One of the perks of being a theater critic, in those dog days of the season when you find yourself struggling to sit through the latest Chekhov revival or pretentious little comedy about tightly wound New York singles, is the Broadway-musical revival. Yes, you can complain as I often have about unimaginative commercial producers who keep recycling surefire classics like Gypsy or Guys and Dolls. But there's good reason they're recycled so often: they are surefire unfailingly entertaining, no matter how uninspired the production, the indomitable high points of a genre that is America's great contribution to world theater.

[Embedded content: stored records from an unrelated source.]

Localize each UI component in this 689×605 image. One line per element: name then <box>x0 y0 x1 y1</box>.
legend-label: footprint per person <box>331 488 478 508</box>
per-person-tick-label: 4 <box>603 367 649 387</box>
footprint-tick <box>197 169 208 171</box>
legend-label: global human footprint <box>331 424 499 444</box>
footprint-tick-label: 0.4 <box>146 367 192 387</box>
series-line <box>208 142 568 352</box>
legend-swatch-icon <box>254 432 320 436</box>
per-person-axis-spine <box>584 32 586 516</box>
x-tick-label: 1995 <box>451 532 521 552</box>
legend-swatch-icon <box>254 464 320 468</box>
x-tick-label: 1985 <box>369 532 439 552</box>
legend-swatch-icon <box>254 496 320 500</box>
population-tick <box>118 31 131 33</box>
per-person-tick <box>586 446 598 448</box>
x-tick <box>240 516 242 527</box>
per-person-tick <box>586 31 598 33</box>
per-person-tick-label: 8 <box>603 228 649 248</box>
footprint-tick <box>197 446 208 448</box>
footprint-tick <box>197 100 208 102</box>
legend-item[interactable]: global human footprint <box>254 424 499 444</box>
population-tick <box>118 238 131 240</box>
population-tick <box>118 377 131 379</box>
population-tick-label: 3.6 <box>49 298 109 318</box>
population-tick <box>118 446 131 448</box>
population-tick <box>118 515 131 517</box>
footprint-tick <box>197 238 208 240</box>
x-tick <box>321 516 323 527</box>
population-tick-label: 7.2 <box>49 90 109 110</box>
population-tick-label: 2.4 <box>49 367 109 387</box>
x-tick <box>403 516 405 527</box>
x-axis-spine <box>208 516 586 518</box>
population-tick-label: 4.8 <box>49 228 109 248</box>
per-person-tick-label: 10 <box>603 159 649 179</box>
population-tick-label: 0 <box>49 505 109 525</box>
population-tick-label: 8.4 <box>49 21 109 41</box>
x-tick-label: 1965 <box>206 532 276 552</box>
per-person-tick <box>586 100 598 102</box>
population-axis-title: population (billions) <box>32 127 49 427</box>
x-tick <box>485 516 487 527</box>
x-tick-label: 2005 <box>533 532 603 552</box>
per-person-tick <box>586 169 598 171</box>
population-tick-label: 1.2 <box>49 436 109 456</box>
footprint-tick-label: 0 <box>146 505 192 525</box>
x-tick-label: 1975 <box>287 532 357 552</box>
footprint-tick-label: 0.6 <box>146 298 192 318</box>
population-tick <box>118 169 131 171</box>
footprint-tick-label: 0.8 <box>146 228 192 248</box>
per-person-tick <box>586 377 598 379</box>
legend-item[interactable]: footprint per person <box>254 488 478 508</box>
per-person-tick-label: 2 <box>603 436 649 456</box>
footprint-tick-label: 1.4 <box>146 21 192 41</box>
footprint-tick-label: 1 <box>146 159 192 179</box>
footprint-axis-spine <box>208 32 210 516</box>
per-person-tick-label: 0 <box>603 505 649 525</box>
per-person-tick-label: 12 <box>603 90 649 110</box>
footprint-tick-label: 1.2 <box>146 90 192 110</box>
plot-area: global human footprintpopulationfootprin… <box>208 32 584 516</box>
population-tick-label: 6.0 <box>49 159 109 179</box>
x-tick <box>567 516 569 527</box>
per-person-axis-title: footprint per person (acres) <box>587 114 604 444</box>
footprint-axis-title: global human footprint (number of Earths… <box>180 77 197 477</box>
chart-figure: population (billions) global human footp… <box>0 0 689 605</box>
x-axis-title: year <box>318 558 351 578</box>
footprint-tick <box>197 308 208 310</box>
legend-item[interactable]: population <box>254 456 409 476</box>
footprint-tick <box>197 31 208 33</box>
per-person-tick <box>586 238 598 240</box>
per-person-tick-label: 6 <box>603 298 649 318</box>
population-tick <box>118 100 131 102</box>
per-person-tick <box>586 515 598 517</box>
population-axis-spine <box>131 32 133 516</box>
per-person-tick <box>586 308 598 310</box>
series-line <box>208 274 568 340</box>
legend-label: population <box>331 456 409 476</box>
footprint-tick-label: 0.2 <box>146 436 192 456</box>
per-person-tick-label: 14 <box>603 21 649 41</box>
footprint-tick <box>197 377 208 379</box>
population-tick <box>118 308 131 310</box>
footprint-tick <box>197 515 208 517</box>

As someone who likes to think I have a fairly complete education in the Broadway musical, however, one show holds a special place: West Side Story. Of all the widely accepted masterpieces of the genre, it's the one I have never seen onstage. Nor even until a few weeks ago, when I finally broke down and rented the DVD the multiple-Oscar-winning 1961 movie. Of course, I know most of the Leonard BernsteinStephen Sondheim score; I've seen enough clips to be familiar with the famed Jerome Robbins choreography; and I'd have to be a pretty benighted theatergoer not to know at least the central conceit of the story Shakespeare's Romeo and Juliet transplanted to the street gangs of New York City in the 1950s.

Still, last week's opening of a new revival of West Side Story the first on Broadway since 1980 gave me the rare opportunity of encountering an American musical classic in the way, by rights, every show ought to be encountered: as if for the first time. No memories of the original to protect or, conversely, any need for a radical reinvention to renew my interest. No, I came to West Side Story simply to find out whether, in 2009, the show still entertains, excites, lives up to its gargantuan reputation. And my verdict, alas, is: Not quite.

To be sure, you can't look at West Side Story totally removed from the era that produced it. When it opened, in 1957, Broadway musicals were almost all comedies, set in sentimental fantasylands, whether exotic (The King and I), nostalgic (The Music Man) or contemporary but cartoonish (Guys and Dolls). Here, instead, was an effort to use the musical form to explore serious contemporary social issues: urban slums, race prejudice, the scourge (ah, the '50s!) of “juvenile delinquency." It was also a groundbreaking marriage of pop entertainment and “high culture": choreography that featured classical ballet moves, a score with elements of modernist art music, and a story whose tragic arc was as close to grand opera as the American musical had come. (See the top 10 theater productions of the past year.)

In this new production, directed by Arthur Laurents author of the original book and now 91 years old the story is what seems least compelling. Partly this is due to the competent but bland cast. As Tony, leader of the Anglo gang the Jets, Matt Cavenaugh is an attractive, sweet-voiced Broadway leading man, but he doesn't look like he could survive a game of touch football, must less a gang rumble. As Maria, the virginal Puerto Rican girl he falls for, newcomer Josefina Scaglione has a lovely voice and good energy but seems to be acting by the numbers.

But some of the fault, I think, lies in the original script, which might be hefty enough for a sung-through opera but here seems too thin to live up to its ambitions. I don't expect a stage musical about street gangs to have the grit or nuance of the better Hollywood films of the same era, like Blackboard Jungle or Rebel Without a Cause (though a cast of gang members who didn't look like they stepped out of a Chorus Line audition might help). But I do want a love story with at least a hint of conviction, plausibility or sexual heat. The attraction of Maria and Tony is barely motivated to begin with; with two charisma-deficient stars in the roles, it left me cold.

The dancing holds up the best. Robbins' iconic street ballets adapted by Joey McKneely are still vibrant and emotional, and they provide the show with its theatrical high points, especially the climactic rumble that ends Act I. Even so, I felt the production lacked some grandeur, largely because the dancers seemed a bit cramped on the stage of the Palace Theatre. (One night later I watched four actors nearly lost in a vast expanse of stage in a new comedy called The God of Carnage. Can theaters make midseason trades?)